The answer, frankly, is no. As the chart below shows, the Cavs are so far past the salary cap that I'm not sure anyone in the front office even has reason to know what the Cap number for this season is.
The luxury tax for this season will rest between 81 and 84 million, most likely, and the apron is exactly $4 million above that. Any hope of "letting ____ go and using that money elsewhere" is just not going to happen. The Cavs are pot-committed to this group. That's not really a bad thing, as the Cavs kind of destroyed everyone when they were healthy.
Let's talk exceptions
The NBA Salary cap landscape is a bit of a mess. It's a cap, but you can go over it, but sometimes you can't, but usually you can, etc. etc. etc. As we covered above, the Cavs are a uh.... "healthy" margin over the tax. By the time everyone gets their raises, it will be a cap bloodbath. The general means of bringing in anyone above a veterans minimum deal are a series of cap exceptions, pictured below:
As the Cavs are over both the Cap and apron, the chart shows the options are rather limited. I included the sign and trade in here because while it's not truly an exception, it is something that cannot be done when over the apron. The Cavs will be able to send a player out via sign and trade, but receiving someone is off limits to them.
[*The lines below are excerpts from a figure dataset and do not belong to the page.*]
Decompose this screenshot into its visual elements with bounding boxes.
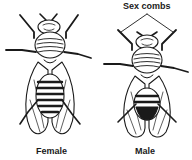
- female-label: Female: [36, 146, 67, 156]
- fly-diagram: [0, 0, 192, 160]
- sex-combs-label: Sex combs: [123, 1, 171, 11]
- female-fly: [6, 14, 91, 134]
- male-fly: [104, 14, 188, 137]
- male-label: Male: [135, 146, 155, 156]
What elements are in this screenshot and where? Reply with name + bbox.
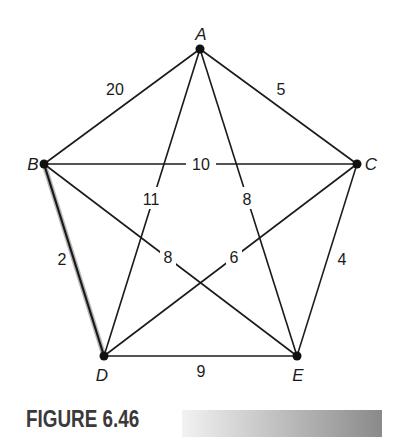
node-b <box>40 160 49 169</box>
weight-c-d: 6 <box>230 249 239 266</box>
node-label-b: B <box>27 155 38 174</box>
node-label-c: C <box>365 155 378 174</box>
node-a <box>196 45 205 54</box>
node-label-a: A <box>194 25 206 44</box>
node-label-d: D <box>96 366 108 385</box>
node-label-e: E <box>292 366 304 385</box>
figure-caption: FIGURE 6.46 <box>26 406 139 433</box>
weight-a-e: 8 <box>243 191 252 208</box>
weight-b-d: 2 <box>58 251 67 268</box>
weight-b-c: 10 <box>192 156 210 173</box>
weight-a-c: 5 <box>277 81 286 98</box>
edge-a-b <box>44 49 200 164</box>
node-e <box>293 352 302 361</box>
edge-b-d <box>44 164 104 356</box>
caption-gradient-bar <box>182 410 382 437</box>
edge-a-c <box>200 49 357 164</box>
node-c <box>353 160 362 169</box>
weight-a-d: 11 <box>143 191 160 208</box>
edge-c-e <box>297 164 357 356</box>
weighted-graph: 20 5 10 11 8 8 6 2 4 9 A B C D E <box>0 0 398 400</box>
weight-b-e: 8 <box>164 249 173 266</box>
node-d <box>100 352 109 361</box>
weight-d-e: 9 <box>197 363 206 380</box>
weight-c-e: 4 <box>338 251 347 268</box>
weight-a-b: 20 <box>106 81 124 98</box>
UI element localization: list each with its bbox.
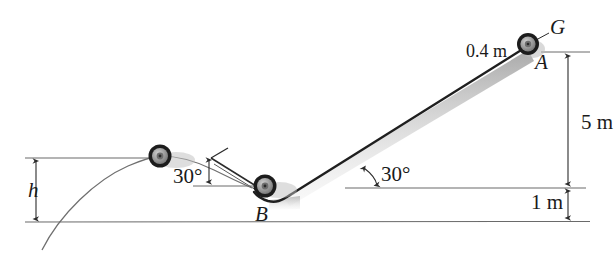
physics-diagram-figure: G A 0.4 m 5 m 1 m h B 30° 30° (0, 0, 616, 255)
wheel-g-leader-line (536, 33, 549, 40)
label-ramp-angle: 30° (173, 166, 202, 187)
diagram-vector-canvas (0, 0, 616, 255)
label-wheel-radius: 0.4 m (466, 42, 507, 60)
label-5m: 5 m (581, 112, 613, 133)
projectile-trajectory (42, 156, 252, 250)
label-G: G (550, 17, 565, 38)
ground-datum-line (25, 222, 590, 223)
incline-shadow (268, 50, 534, 210)
label-h: h (28, 180, 39, 201)
label-incline-angle: 30° (381, 164, 410, 185)
wheel-at-B (254, 175, 298, 199)
incline-angle-indicator (364, 168, 377, 185)
label-B: B (255, 204, 268, 225)
label-A: A (535, 52, 548, 73)
launch-ramp (211, 148, 256, 190)
label-1m: 1 m (531, 192, 563, 213)
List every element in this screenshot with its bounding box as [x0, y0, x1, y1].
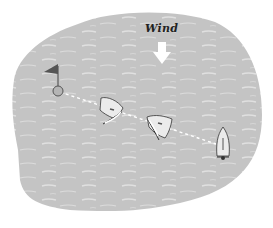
- water-area: [12, 12, 262, 211]
- sailing-diagram: [0, 0, 273, 228]
- wind-label: Wind: [145, 22, 178, 35]
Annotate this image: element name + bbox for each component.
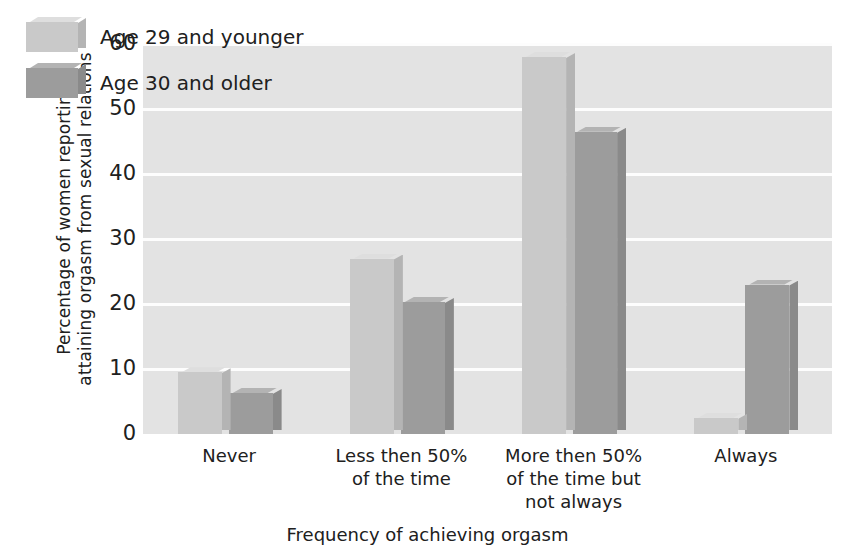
legend-swatch-icon	[26, 22, 78, 52]
x-axis-title: Frequency of achieving orgasm	[0, 524, 855, 546]
bar	[350, 259, 394, 435]
y-axis-tick-label: 0	[90, 423, 136, 444]
legend-item: Age 30 and older	[26, 60, 456, 106]
legend-item-label: Age 30 and older	[100, 72, 272, 94]
bar	[229, 393, 273, 434]
legend-swatch-icon	[26, 68, 78, 98]
bar	[522, 57, 566, 434]
legend: Age 29 and younger Age 30 and older	[26, 14, 456, 106]
bar	[745, 285, 789, 435]
bar	[573, 132, 617, 434]
y-axis-tick-label: 10	[90, 358, 136, 379]
bar-chart: Percentage of women reporting attaining …	[0, 0, 855, 555]
bar	[178, 372, 222, 434]
y-axis-tick-label: 40	[90, 163, 136, 184]
legend-item: Age 29 and younger	[26, 14, 456, 60]
legend-item-label: Age 29 and younger	[100, 26, 303, 48]
bar-group	[660, 44, 832, 434]
bar-group	[488, 44, 660, 434]
bar	[694, 418, 738, 434]
bar	[401, 302, 445, 434]
y-axis-tick-label: 20	[90, 293, 136, 314]
x-axis-tick-label: Always	[640, 444, 852, 467]
y-axis-tick-label: 30	[90, 228, 136, 249]
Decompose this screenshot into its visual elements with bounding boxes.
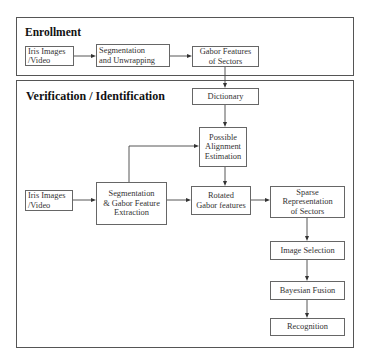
recognition-box: Recognition	[270, 318, 345, 336]
sparse-representation-box: Sparse Representation of Sectors	[270, 186, 345, 218]
verify-iris-box: Iris Images /Video	[25, 190, 73, 211]
verification-title: Verification / Identification	[26, 89, 165, 104]
dictionary-box: Dictionary	[192, 88, 259, 105]
enroll-iris-box: Iris Images /Video	[25, 46, 74, 66]
image-selection-box: Image Selection	[270, 241, 345, 260]
verify-segmentation-box: Segmentation & Gabor Feature Extraction	[96, 182, 167, 225]
bayesian-fusion-box: Bayesian Fusion	[270, 281, 345, 300]
enroll-gabor-features-box: Gabor Features of Sectors	[192, 46, 259, 67]
alignment-estimation-box: Possible Alignment Estimation	[199, 127, 247, 167]
enroll-segmentation-box: Segmentation and Unwrapping	[96, 44, 170, 67]
enrollment-title: Enrollment	[25, 26, 81, 38]
rotated-gabor-box: Rotated Gabor features	[191, 186, 251, 215]
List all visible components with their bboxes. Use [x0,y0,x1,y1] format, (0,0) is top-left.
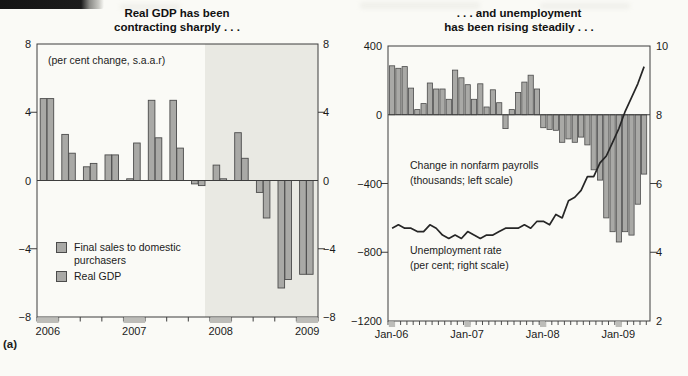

The use of either Mid-Level or Bi-Annual exception activates the apron, a hard cap. Being that the Cavs are past that, go ahead and scratch those off. This leaves us with the Mini-Mid-Level, aka The Tax Payer's exception. The Cavs will be armed with that - it offers them a chance to sign a player with roughly $3.5 million - and anyone who will take a veterans minimum deal are their methods of signing free agents.
What does this all mean, then?
Basically, the Cavs you saw finish the season are the Cavs you should be seeing next season. If Love and/or Smith decide to ply their trade elsewhere, the Cavs would be in a pretty tough spot. As it currently stands, taking their two contracts off the books would generate maybe just enough room to use the mid-level, but then Thompson and Shumpert get paid, and that idea quickly flies out the window. There is work to be done in the margins, as far as finding a backup point guard and a rotational big, but the core of the team was bought and paid for last season as the plan moving through at last this next one. It's built as a cohesive unit, and while the youth and expiring contracts give the hint of a field of options, it's really one big inter-connected co-dependent mess of math, and if you remove one cog, there is really slim hope of finding another that fits right in. Sorry, LaMarcus Aldridge, Danny Green, and Dwyane Wade hopefuls!
Good news then, that the Cavs "mess" was near unstoppable for three months of last season. The books aren't pretty, the luxury tax is gonna hit like a ton of bricks, but the Cavs will be better for it. Just make sure you don't have any free agents that want real money on your list, because you're going to be very disappointed.